That's a mouthfull. . . radiance that pervades what's happenin' proves. . . God is real?

Oy vey, I need a bagel and some coffee."

Haven't ya heard?
god is "the word"

thought to concept thru the movement of air thru the earth(body)releasing it to be echoed back.

Marconi channeled it and the rest...welllll

oy vey, indeed.

E. Favorite:

Ed, Thanks for sharing this -- How did your "unitive consciousness" experience affect your religious attitudes or beliefs?

e.g., Did you feel closer to God/Jesus?

If you are Christian, did you accept the teachings of Jesus and the Christian narrative in the Bible?

I would love to hear more about this.

Ed:

Dear Dr. Borg,

Many thanks for your post. I get it. My most formative religious experience occurred when I was 42 and realized I had run out of BS, put myself into an extremely deep state of relaxation (using an exercise I had learned in an adult ed. class) and asked my Maker, whoever/whatever s/he (he,she,it) was, to send me whatever imagery or whatever s/he might feel like sending, if anything at all, to help me understand who/what I was, why I existed, etc. No one ever had suggested to me doing anything like this. Something not-understood was urging me on. The result was a state of consciousness I had no idea existed, sometimes referred to as "unitive consciousness" and a series of truly remarkable images. Anyhow, the world looked different after that. I know where Jesus, and others, got their wisdom. So do you. Keep on writing!

George Swan:

Dear Dr Marcus,
Very interesting description. I have had a dozen "enlightening" experiences similar to yours, called in Bhuddism "awakening". Islamic Sufism has a similar deep vein of experience. In Judaism, the "work of the chariot" describes the Qaballah side. Do you read Eckhart Tolle, "The Power of Now", which sounds like this.
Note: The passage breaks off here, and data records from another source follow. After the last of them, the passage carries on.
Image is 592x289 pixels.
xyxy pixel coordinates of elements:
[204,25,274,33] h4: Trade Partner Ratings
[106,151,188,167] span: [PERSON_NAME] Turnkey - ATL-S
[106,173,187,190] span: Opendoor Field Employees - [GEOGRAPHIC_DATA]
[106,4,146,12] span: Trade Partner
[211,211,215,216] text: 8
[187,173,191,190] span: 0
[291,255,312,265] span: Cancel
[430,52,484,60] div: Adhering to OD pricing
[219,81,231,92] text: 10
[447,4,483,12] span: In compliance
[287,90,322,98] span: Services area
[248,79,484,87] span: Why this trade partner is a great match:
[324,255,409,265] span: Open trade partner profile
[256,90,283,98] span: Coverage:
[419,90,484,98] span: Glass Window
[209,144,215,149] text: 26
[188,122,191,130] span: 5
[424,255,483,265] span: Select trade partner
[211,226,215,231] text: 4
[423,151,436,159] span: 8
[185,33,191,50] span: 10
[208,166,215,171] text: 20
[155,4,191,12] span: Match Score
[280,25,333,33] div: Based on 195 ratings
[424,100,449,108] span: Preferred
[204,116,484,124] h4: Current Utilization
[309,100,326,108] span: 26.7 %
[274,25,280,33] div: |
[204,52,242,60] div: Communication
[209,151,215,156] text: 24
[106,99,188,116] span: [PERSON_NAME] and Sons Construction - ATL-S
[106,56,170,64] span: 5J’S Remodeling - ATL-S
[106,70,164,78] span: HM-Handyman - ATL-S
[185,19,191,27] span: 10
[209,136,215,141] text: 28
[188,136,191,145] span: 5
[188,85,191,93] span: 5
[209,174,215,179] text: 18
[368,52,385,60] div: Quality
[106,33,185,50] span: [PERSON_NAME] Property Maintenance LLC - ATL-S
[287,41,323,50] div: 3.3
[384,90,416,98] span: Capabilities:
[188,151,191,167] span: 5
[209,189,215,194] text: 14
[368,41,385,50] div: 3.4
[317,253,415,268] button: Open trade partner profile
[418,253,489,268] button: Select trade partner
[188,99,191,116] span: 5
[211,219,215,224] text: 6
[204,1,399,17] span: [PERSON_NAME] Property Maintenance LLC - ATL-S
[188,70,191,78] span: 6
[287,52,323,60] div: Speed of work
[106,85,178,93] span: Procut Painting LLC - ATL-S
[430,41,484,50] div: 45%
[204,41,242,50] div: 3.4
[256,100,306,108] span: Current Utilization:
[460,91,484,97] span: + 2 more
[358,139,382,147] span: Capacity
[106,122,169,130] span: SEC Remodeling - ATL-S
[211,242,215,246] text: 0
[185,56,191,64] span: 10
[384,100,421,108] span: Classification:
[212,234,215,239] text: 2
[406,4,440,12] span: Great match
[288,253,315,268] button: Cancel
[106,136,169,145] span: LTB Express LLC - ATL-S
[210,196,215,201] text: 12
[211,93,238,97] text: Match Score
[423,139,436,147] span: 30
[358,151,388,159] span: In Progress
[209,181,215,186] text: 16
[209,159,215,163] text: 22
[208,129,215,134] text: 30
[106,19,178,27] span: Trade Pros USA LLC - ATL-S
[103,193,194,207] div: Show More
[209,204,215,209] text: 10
Maybe one of these days we will begin to see that we can all lighten up, "on demand", if we want to. It's worth discussing how quickly the light fades and we fall back into "the soup", which is the "power of the egoic entities", both individual and cultural.

My experience is that this "Divine Presence" does not so much pervade our experience of life, as it is the ground of stuff, the essence, the holder of it all. When we see that we have actually two sides - the substance we usually identify with (body, thoughts, emotions, and matter) and, on the other hand, the "cosmos of All". When we see the "stuff", we become "the cosmos".

Can you create links that we can reference?
http://www.workofthechariot.com/

May we all be blessed and transformed.

miriam:

I have very much appreciated the work you and your colleagues have done in the Jesus seminar.

Thank you for sharing your personal mystical experiences(although the whole point of mystical experiences seems to be that there is no one to have them).

godot:

how old are you? are your in a good helth?

the true word for "spiritual experience" and "mistical experience" are "hallucination," one of the abnormal product of our brain in its chamber of fantasy and dream. if i were you, mr. marcus borg, i'll get a help from a psychiatrist immediatly. true!

Ann O.:

Hi, Prof. Borg,

One of the commentors refers to you as a "pantheist", but I did not notice you identifying yourself with this presence.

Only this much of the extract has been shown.